Veit had at least eight bills he supported approved by conference committees awaiting Senate action by Thursday afternoon and six, all dealing with judicial proceedings, died by the end of session — as did a measure he supported to restore Missouri’s presidential preference primary.
The primary was dashed Thursday after running into Senate opposition, which those opposed said likely could have been resolved with more floor time had senators not been filibustering earlier in the week.
Veit said half the bills he carried this year were bills that cleared the House and were awaiting Senate action.
“We haven’t accomplished 90 percent of what individual legislators wanted accomplished,” he said.
Veit proposed measures related to nursing homes, animal chiropractic care and Casenet that were approved and said he supported legislation limiting transgender youth’s access to gender-affirming care and school sports, tax cuts and physical therapy bills that made it to the governor’s desk. The bills were also supported by Griffith, Fitzwater, Bernskoetter and Rep. Jim Schulte, a first-term Republican from New Bloomfield.
Schulte said he had “mixed reviews” on the productivity of the session, but he was happy to see the two chambers agree on the transgender bills, tax cuts and a sweeping crime bill.
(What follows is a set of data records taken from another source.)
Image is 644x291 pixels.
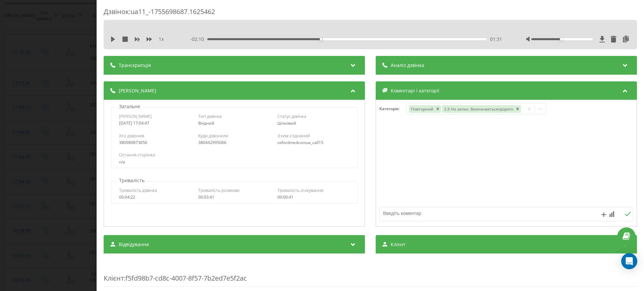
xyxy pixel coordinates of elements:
div: 00:03:41 [198,195,271,200]
div: : f5fd98b7-cd8c-4007-8f57-7b2ed7e5f2ac [104,261,637,287]
span: Куди дзвонили [198,133,229,139]
span: - 02:10 [190,36,207,42]
span: [PERSON_NAME] [119,113,152,119]
span: Тип дзвінка [198,113,222,119]
span: З ким з'єднаний [277,133,310,139]
span: Остання сторінка [119,152,155,158]
span: Тривалість дзвінка [119,187,157,194]
span: Хто дзвонив [119,133,144,139]
p: Загальне [117,103,142,110]
div: n/a [119,160,349,165]
span: Відвідування [119,241,149,248]
div: 380980873656 [119,140,191,145]
p: Тривалість [117,177,146,184]
span: Тривалість очікування [277,187,323,194]
span: 1 x [158,36,164,42]
span: Аналіз дзвінка [391,62,424,69]
div: 00:04:22 [119,195,191,200]
div: Повторний [409,105,434,113]
span: Клієнт [391,241,406,248]
div: 380442995066 [198,140,271,145]
span: Статус дзвінка [277,113,306,119]
div: Open Intercom Messenger [621,253,637,269]
div: 00:00:41 [277,195,350,200]
span: 01:31 [490,36,502,42]
span: [PERSON_NAME] [119,87,157,94]
span: Тривалість розмови [198,187,240,194]
div: oxfordmedcomua_call15 [277,140,350,145]
span: Коментарі і категорії [391,87,440,94]
span: Вхідний [198,120,215,126]
div: Remove 2.5 Не запис. Визначається/дорого [515,105,521,113]
div: 2.5 Не запис. Визначається/дорого [442,105,515,113]
span: Цільовий [277,120,296,126]
div: Accessibility label [320,38,323,41]
div: Дзвінок : ua11_-1755698687.1625462 [104,7,637,20]
span: Клієнт [104,274,124,283]
div: Accessibility label [560,38,563,41]
div: Remove Повторний [434,105,441,113]
div: [DATE] 17:04:47 [119,121,191,125]
h4: Категорія : [379,107,406,111]
span: Транскрипція [119,62,151,69]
“The process of weeding things down is pretty tedious,” he said, “but the ones that went forward are good bills.”
Veit said many bills that sought to address issues within individual districts fell by the wayside as the Legislature pursued caucus priorities. He would have liked to see the House and Senate work more closely on “bills that are good for the whole state.”
Bernskoetter said tension between the two chambers exists by design and House rules slowed down the process this session.
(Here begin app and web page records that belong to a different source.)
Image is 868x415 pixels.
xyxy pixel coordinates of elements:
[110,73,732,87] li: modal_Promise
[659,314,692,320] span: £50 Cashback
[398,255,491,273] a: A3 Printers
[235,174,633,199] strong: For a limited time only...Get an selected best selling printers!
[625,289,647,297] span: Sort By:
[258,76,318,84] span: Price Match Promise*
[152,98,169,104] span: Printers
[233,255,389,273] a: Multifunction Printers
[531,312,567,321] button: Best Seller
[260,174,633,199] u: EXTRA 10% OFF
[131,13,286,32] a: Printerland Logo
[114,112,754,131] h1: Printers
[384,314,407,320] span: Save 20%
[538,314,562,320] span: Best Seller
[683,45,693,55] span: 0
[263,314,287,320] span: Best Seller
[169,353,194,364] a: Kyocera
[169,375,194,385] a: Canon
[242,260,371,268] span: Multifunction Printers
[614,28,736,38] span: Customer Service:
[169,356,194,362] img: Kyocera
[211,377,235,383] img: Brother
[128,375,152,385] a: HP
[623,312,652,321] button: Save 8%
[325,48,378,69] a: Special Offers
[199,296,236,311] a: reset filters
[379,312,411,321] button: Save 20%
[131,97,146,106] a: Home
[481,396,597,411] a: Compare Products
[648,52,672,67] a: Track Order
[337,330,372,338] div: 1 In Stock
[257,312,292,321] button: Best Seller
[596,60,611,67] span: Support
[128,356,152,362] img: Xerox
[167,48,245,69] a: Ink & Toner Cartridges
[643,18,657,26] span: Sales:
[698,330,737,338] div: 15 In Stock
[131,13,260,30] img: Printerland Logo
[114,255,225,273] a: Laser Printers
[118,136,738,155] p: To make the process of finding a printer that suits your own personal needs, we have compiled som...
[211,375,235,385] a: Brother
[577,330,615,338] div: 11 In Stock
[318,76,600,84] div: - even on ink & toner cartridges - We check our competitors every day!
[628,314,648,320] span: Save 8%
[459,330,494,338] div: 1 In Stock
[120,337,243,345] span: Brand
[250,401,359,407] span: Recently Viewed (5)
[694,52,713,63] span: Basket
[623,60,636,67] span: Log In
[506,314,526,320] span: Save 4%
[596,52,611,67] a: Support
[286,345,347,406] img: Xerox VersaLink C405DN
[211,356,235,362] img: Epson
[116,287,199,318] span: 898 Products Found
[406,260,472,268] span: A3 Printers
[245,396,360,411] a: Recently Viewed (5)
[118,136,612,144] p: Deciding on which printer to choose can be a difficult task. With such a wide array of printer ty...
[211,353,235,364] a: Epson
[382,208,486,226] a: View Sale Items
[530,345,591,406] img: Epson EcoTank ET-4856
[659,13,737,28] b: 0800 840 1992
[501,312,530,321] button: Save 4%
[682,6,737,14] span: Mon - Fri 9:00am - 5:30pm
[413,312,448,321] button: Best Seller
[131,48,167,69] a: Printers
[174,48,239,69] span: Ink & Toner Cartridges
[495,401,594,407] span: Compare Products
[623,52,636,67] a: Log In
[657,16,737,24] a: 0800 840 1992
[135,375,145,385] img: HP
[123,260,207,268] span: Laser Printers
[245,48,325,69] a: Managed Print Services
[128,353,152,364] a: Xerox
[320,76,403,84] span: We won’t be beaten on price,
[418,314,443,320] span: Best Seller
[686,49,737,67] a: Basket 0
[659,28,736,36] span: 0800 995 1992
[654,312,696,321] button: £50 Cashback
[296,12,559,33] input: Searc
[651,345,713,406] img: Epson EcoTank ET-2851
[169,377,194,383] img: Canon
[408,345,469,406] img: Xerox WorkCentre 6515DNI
“The House moved slowly at the beginning of the year, with only two bills being allowed out of each House committee before spring break,” he wrote in an email to the News Tribune. “That slowed everything down. I can understand House members being frustrated with certain members of the Senate, however. I’m frustrated with certain members of the Senate, too.”
Bernskoetter said his bill to tie the duration of unemployment benefits to the state’s unemployment rate will be among his top priorities next year because it didn’t pass this year. He said he will also be focused on “ensuring farmers are protected from having their farmland taken unfairly.”
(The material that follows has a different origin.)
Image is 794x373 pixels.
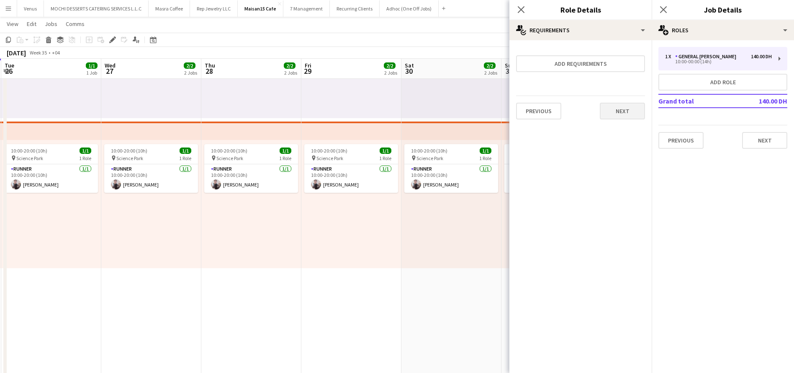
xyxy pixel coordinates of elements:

Griffith said he plans to re-file his veteran suicide bill, as well as a bill to honor veterans of the Global War of Terrorism with military metals, which was stripped of its title and language by House leadership and transformed into a tax cut bill.
Schulte said he was disappointed initiative petition reform and school open enrollment bills weren’t passed. He said he also wanted to see the state restrict foreign ownership of farmland.
“It’s frustrating when it’s your stuff that’s over there sitting around waiting,” he said, “but at the same time, I don’t think our founding fathers wanted it to be too easy, so they decided to be complicated and tedious for a reason. We’ve managed to survive it for 200 and something years now, so hopefully we’ll continue.”
“I’m looking forward to coming back,” Schulte added. “It hasn’t scared me off.”